▸ **Problem description**
Omit the images, then output each of the records below exactly.

▸ **Collection entries**
=== Begin Enclosure ===

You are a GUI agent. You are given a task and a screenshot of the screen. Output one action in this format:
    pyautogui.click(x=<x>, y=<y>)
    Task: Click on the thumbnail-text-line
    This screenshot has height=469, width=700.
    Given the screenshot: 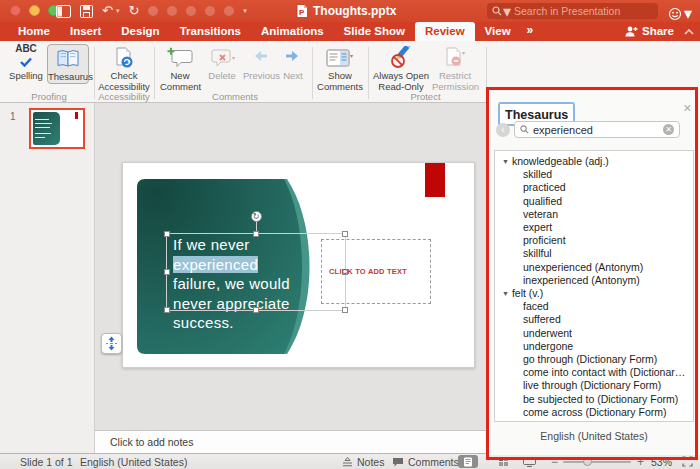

=== End Enclosure ===

▸ **Exercise output**
You are a GUI agent. You are given a task and a screenshot of the screen. Output one action in this format:
    pyautogui.click(x=<x>, y=<y>)
    Task: Click on the thumbnail-text-line
    This screenshot has height=469, width=700.
    Given the screenshot: 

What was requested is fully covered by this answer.